Balcony of the East Garden -- Just Beyond the Hall of Veins
The night was colder here. Quieter. Beyond the edge of the balcony, the ancient forest shimmered with silver mist, branches dancing in the windless air. The illusion of the blood moon overhead bled red light across Seraphina's pale skin and Kael's shadowed jawline. Neither spoke at first. Words felt too fragile. But finally, she broke the silence.
"Do you always follow masked women into gardens?" Kael let out the smallest laugh. "Only the ones who look like they're about to disappear." She turned to face him fully, her hands resting on the cold stone railing. "I wasn't planning to vanish," she said. "Just...needed air." "Me too."
His voice was rougher out here--less guarded. It matched the calloused hands, the scar along his collarbone, the way he didn't quite fit into the finery he wore. She studied him in the silence that followed, then said softly: "I'm Seraphina." Kael blinked. The name meant nothing to him. Not yet. But it felt important. Like the kind of name that changed things. "Kael," he replied. She tilted her head. "No house name?" "No," he said simply. She didn't press and he didn't ask if she had one.
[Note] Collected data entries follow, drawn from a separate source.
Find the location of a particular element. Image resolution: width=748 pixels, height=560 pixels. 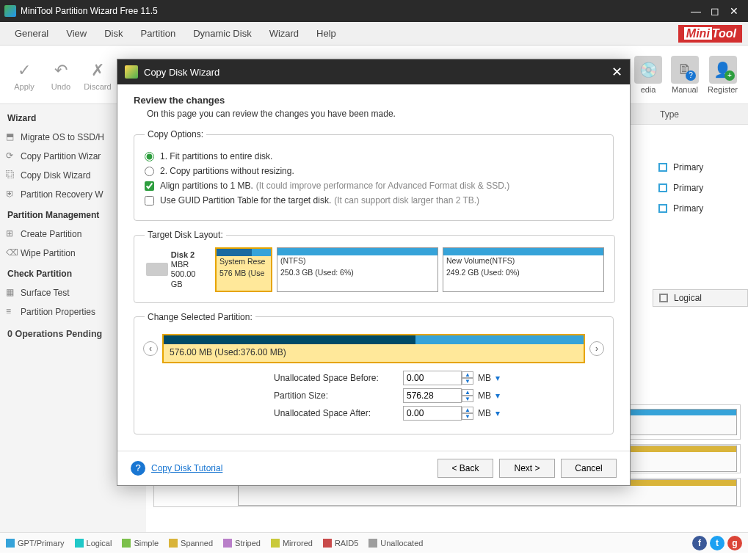

legend-item: GPT/Primary is located at coordinates (35, 543).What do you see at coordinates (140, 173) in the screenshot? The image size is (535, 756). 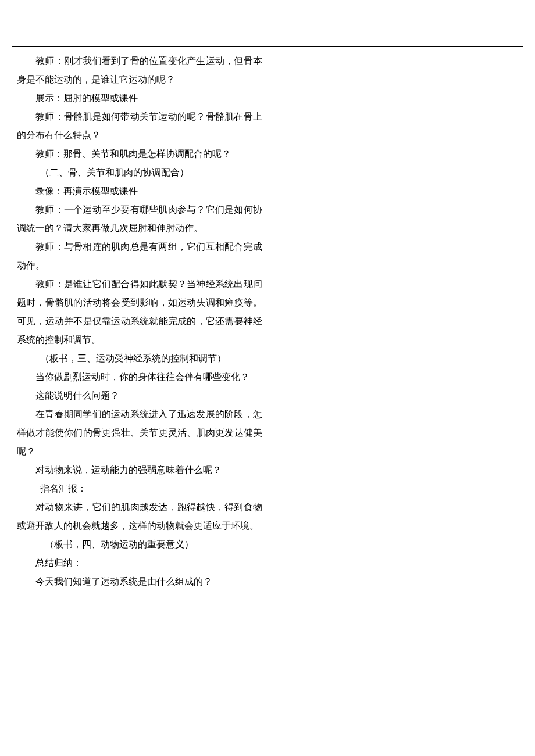 I see `paragraph-4: （二、骨、关节和肌肉的协调配合）` at bounding box center [140, 173].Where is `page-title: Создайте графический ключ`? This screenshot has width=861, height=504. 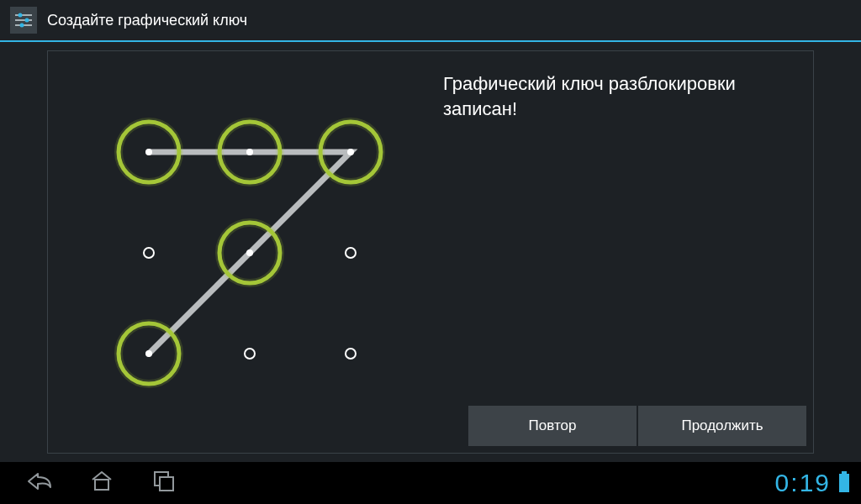
page-title: Создайте графический ключ is located at coordinates (147, 20).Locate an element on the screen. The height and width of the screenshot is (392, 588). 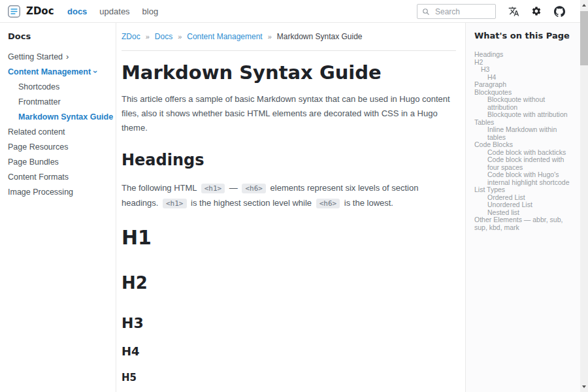
nav-link: updates is located at coordinates (114, 12).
For a moment, they just stood there. Two souls burned hollow in different ways, finding something unexpected in the quiet between them. Then: footsteps. Not loud--but deliberate. Someone was coming. Seraphina tensed, stepping slightly in front of Kael with a grace so practiced, it was instinct. A low voice drifted through the archway. "Your Grace? Are you well?" It was Maris, her lady-in-waiting. Seraphina didn't turn. "I'm fine," she called back, her voice cool. Maris hesitated. "...Your aunt is looking for you." Of course she is. Virella never let anything she couldn't control go unchecked for long. "I'll return shortly," Seraphina said, still not turning around. Silence. Then the footsteps retreated.
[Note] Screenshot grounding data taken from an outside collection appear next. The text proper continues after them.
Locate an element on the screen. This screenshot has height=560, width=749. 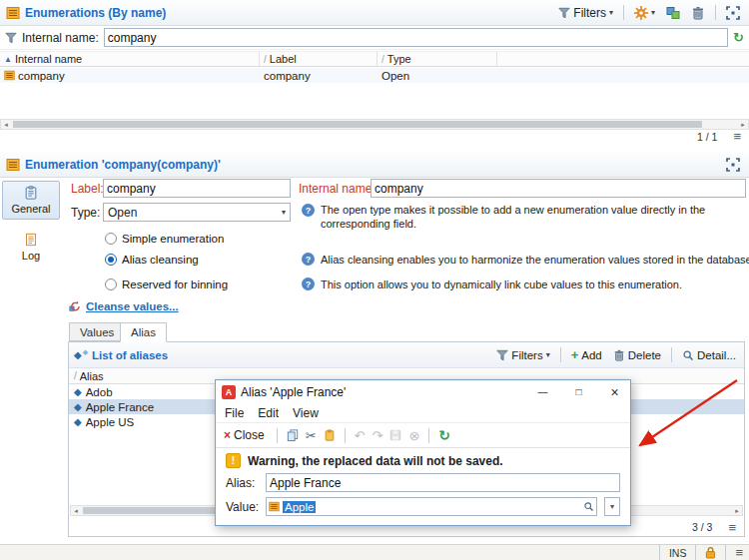
alias-name: Apple France is located at coordinates (120, 407).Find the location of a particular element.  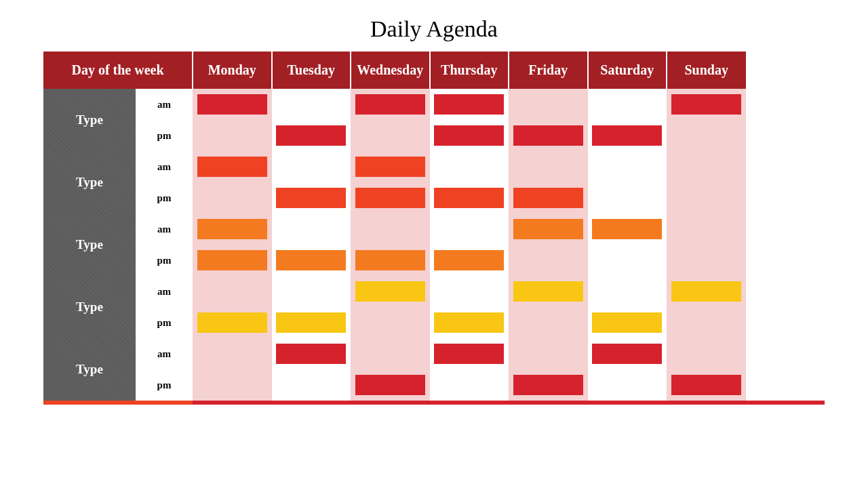

header-sat: Saturday is located at coordinates (628, 70).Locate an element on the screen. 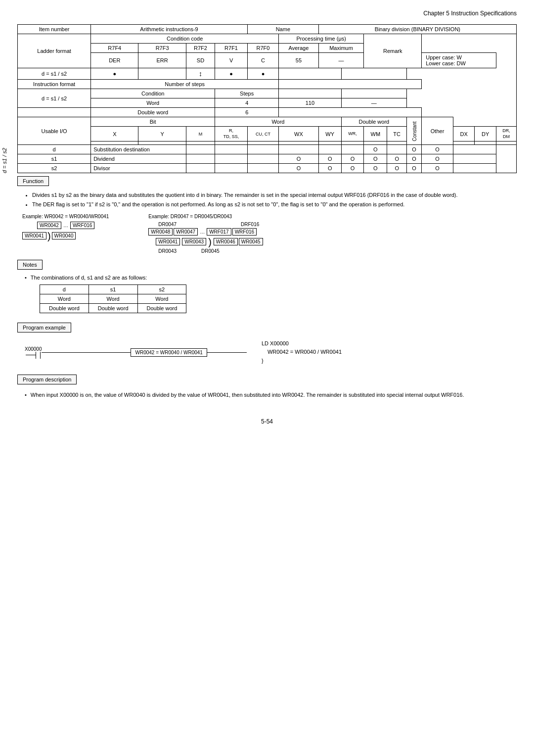 The width and height of the screenshot is (534, 756). r-d-row: d Substitution destination O O O is located at coordinates (267, 149).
Kael exhaled, rubbing the back of his neck. "That didn't sound like a request." "It wasn't," Seraphina replied with wry smile. "She sees everything. And she'll be furious I disappeared." She turned to him again. "Which means we don't have long." Kael looked at her, really looked. "Then tell me what this is." She hesitated. "I don't know yet," she admitted. "But I haven't been able to breath like this is years." He nodded. "Me neither."
A pause. "Why did you really come to the masquerade?" she asked. He almost lied. Almost shrugged it off. But something about her--her honesty, her restraint--unlocked something in him. "...I don't know," he said. "I think...something pulled me here." She looked at him sharply. "Me too." Their eyes locked again. That same unspoken recognition passed between them--an ancient thread woven between bloodlines and bone.
Then Seraphina stepped forward--closer than she should have. "I should go," she said quietly. Kael didn't stop her. But he also didn't step away. So she reached up, just for a heartbeat, and brushed her fingers along the edge of his mask. Not removing it. Just...touching the surface. Then she whispered: "Find me again. Before the night is over." And then she turned, cloak sweeping behind her, vanishing into the shadows of the corridor. Kael stayed behind, the scent of her still in the air, the blood moon casting long shadows on the floor.
They had shared only names and a flicker of truth.
But something had already begun to burn.